▼

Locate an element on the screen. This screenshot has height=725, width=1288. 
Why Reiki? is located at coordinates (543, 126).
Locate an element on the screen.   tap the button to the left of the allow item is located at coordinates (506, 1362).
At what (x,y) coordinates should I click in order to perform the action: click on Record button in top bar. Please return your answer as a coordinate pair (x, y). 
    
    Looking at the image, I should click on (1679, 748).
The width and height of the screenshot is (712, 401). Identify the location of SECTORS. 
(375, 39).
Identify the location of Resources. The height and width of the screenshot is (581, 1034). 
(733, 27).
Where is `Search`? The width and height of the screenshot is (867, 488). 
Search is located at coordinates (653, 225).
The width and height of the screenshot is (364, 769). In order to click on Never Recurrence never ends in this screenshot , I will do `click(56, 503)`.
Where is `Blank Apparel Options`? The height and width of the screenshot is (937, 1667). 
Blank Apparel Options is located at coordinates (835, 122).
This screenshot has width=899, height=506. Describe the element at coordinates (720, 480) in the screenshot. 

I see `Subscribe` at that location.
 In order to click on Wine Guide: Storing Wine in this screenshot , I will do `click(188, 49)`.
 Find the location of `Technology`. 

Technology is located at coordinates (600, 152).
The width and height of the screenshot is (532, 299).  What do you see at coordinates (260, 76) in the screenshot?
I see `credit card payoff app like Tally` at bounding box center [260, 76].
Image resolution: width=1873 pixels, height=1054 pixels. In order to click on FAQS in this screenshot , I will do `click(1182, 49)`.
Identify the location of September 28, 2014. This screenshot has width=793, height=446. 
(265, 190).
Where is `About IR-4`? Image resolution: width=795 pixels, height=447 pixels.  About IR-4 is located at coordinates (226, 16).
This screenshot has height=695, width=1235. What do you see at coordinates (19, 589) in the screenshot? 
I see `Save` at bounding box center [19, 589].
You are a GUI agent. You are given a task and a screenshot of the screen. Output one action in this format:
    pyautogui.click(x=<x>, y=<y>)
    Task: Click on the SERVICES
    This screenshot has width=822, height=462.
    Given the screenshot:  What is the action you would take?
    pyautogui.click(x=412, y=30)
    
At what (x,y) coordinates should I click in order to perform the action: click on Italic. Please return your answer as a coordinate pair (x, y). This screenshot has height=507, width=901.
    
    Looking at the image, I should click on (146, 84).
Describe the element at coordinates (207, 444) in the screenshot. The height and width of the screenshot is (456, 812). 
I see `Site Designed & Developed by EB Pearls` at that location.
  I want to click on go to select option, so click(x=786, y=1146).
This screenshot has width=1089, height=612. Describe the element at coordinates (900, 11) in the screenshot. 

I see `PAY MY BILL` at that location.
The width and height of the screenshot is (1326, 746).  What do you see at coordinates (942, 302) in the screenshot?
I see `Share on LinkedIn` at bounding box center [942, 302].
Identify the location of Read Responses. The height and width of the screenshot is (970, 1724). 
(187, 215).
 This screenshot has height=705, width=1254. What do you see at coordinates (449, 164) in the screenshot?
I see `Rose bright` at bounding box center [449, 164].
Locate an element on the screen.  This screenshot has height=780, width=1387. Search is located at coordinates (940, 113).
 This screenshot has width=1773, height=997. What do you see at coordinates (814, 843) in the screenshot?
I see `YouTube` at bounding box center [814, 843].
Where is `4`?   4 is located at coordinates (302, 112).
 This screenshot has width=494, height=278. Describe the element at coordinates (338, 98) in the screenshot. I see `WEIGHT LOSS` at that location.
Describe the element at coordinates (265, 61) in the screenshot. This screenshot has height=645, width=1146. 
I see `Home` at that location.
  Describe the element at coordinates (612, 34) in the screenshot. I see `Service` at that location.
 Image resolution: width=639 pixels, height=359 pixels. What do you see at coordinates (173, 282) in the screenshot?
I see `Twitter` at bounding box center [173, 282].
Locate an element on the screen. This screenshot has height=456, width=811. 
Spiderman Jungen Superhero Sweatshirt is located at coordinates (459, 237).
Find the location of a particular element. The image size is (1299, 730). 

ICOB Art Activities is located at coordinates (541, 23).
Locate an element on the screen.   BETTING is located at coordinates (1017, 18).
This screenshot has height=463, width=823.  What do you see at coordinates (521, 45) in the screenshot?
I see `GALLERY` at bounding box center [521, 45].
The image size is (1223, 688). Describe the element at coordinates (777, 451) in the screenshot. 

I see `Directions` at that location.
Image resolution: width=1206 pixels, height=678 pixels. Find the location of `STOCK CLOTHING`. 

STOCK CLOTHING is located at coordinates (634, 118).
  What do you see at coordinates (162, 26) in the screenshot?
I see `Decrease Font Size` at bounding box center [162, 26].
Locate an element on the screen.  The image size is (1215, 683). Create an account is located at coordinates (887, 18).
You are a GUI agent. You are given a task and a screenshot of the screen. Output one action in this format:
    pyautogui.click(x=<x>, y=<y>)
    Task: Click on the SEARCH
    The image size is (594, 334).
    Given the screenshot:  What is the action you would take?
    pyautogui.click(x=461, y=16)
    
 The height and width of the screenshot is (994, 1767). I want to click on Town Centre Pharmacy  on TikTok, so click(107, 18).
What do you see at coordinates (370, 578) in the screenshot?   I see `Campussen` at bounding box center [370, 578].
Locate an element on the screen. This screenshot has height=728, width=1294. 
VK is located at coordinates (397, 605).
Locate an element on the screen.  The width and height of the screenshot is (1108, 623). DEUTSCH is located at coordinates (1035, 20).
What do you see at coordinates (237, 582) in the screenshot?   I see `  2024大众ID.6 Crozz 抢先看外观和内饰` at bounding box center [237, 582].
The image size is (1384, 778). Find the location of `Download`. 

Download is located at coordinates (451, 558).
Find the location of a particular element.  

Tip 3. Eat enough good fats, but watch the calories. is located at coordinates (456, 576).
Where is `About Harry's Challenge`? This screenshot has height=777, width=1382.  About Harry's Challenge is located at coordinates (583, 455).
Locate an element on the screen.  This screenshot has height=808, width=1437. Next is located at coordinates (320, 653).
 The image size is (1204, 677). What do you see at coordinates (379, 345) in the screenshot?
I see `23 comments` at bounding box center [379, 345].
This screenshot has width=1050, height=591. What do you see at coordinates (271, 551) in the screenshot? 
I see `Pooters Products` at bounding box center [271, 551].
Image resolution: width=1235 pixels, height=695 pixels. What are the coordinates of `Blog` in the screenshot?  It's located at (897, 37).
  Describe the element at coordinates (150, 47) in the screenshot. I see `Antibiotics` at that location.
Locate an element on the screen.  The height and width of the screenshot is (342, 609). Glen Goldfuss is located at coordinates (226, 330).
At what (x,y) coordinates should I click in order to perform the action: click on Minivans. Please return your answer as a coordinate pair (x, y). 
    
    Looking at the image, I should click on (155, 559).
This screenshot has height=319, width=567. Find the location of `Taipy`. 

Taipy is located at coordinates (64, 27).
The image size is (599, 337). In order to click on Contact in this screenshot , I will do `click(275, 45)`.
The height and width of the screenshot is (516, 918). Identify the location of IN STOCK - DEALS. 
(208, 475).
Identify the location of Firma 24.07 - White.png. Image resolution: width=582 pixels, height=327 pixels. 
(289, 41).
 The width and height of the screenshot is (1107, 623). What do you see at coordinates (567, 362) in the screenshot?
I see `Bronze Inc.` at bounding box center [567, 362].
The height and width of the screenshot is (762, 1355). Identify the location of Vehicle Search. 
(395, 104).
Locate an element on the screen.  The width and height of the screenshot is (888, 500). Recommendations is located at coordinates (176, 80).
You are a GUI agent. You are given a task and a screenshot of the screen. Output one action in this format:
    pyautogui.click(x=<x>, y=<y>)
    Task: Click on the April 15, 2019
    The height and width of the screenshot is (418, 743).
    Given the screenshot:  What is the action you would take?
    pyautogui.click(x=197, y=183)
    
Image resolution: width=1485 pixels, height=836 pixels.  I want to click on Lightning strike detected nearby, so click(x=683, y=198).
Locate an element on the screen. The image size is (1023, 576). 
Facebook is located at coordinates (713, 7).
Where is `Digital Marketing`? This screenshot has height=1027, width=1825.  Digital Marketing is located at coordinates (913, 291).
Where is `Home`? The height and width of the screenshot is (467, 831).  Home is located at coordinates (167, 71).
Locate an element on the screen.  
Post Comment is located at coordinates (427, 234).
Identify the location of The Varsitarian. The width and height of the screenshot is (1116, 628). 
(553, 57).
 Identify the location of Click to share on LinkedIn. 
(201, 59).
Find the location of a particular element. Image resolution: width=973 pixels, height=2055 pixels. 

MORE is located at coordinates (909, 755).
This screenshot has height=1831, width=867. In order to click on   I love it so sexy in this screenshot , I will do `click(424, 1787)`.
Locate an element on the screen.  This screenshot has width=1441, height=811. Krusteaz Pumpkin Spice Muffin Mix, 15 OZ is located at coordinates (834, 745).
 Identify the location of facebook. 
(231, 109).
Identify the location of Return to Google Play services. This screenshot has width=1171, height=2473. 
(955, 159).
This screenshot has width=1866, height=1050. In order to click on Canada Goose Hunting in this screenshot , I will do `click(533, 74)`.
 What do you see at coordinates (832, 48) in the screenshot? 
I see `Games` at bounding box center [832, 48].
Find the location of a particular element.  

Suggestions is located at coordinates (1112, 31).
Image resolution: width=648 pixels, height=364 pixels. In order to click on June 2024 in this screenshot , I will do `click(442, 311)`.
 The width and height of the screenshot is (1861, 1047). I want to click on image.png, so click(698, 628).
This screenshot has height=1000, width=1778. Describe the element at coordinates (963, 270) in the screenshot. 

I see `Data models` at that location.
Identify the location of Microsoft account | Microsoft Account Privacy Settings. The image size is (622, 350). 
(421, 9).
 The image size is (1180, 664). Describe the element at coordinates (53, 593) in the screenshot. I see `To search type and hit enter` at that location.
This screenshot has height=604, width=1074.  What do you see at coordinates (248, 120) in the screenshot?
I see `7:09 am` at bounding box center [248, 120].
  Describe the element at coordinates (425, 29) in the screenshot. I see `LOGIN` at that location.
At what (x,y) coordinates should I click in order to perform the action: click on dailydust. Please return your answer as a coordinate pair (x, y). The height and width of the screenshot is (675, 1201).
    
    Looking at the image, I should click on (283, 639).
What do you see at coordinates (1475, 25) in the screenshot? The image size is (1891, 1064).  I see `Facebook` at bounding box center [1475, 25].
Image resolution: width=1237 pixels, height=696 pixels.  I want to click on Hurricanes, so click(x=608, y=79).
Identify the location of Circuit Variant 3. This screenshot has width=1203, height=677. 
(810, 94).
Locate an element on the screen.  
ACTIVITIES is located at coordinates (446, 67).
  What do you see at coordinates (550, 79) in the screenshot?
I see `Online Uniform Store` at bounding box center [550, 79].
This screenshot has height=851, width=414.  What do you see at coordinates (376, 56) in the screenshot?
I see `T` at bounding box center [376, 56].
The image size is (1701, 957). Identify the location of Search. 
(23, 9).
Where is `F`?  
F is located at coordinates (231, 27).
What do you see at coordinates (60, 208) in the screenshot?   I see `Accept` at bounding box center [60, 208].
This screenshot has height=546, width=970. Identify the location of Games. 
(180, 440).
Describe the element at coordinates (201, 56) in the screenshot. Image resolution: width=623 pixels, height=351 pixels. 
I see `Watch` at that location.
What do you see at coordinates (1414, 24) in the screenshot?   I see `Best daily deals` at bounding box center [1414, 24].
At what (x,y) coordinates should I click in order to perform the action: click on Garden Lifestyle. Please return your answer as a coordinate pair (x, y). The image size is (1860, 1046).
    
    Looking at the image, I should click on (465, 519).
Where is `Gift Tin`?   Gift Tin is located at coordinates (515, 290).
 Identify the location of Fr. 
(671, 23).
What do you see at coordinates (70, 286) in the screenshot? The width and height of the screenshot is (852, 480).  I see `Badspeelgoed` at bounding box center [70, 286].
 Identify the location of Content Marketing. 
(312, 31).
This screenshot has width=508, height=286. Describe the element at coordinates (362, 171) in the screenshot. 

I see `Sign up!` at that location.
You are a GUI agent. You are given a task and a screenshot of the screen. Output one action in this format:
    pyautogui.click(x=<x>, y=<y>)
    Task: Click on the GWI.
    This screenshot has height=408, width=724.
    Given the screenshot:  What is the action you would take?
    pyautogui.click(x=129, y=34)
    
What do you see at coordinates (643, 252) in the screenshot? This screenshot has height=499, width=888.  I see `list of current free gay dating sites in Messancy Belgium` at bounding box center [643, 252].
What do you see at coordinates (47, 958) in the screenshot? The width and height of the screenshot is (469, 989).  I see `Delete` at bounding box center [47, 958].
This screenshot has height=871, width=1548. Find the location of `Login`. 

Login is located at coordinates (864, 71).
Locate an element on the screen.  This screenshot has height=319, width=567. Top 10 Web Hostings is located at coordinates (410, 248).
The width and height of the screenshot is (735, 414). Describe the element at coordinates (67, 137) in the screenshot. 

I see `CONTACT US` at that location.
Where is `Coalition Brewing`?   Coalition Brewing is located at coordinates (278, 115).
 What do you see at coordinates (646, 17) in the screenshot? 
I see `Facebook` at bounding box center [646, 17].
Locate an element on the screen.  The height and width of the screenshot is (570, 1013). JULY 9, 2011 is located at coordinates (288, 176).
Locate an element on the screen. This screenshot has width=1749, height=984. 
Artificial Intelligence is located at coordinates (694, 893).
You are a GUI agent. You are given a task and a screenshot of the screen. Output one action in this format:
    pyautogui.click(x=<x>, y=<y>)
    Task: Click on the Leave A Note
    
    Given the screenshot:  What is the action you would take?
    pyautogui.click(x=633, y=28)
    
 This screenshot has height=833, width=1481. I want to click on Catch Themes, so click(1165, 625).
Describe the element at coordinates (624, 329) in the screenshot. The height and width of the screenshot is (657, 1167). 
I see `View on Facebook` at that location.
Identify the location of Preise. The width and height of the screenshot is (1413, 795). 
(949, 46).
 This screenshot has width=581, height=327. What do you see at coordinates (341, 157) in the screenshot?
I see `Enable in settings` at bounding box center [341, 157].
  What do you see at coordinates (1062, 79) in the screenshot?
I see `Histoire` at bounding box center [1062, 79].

▲

- [Work to be completed]
Return the span of lines in the data above that opens at the line with "This screenshot has height=463, width=823." and closes at the line with "What do you see at coordinates (370, 578)", exactly, ends included, nothing else.

- [Solution for this problem]
This screenshot has height=463, width=823.  What do you see at coordinates (521, 45) in the screenshot?
I see `GALLERY` at bounding box center [521, 45].
The image size is (1223, 688). Describe the element at coordinates (777, 451) in the screenshot. 

I see `Directions` at that location.
Image resolution: width=1206 pixels, height=678 pixels. Find the location of `STOCK CLOTHING`. 

STOCK CLOTHING is located at coordinates (634, 118).
  What do you see at coordinates (162, 26) in the screenshot?
I see `Decrease Font Size` at bounding box center [162, 26].
Locate an element on the screen.  The image size is (1215, 683). Create an account is located at coordinates (887, 18).
You are a GUI agent. You are given a task and a screenshot of the screen. Output one action in this format:
    pyautogui.click(x=<x>, y=<y>)
    Task: Click on the SEARCH
    The image size is (594, 334).
    Given the screenshot:  What is the action you would take?
    pyautogui.click(x=461, y=16)
    
 The height and width of the screenshot is (994, 1767). I want to click on Town Centre Pharmacy  on TikTok, so click(107, 18).
What do you see at coordinates (370, 578) in the screenshot?   I see `Campussen` at bounding box center [370, 578].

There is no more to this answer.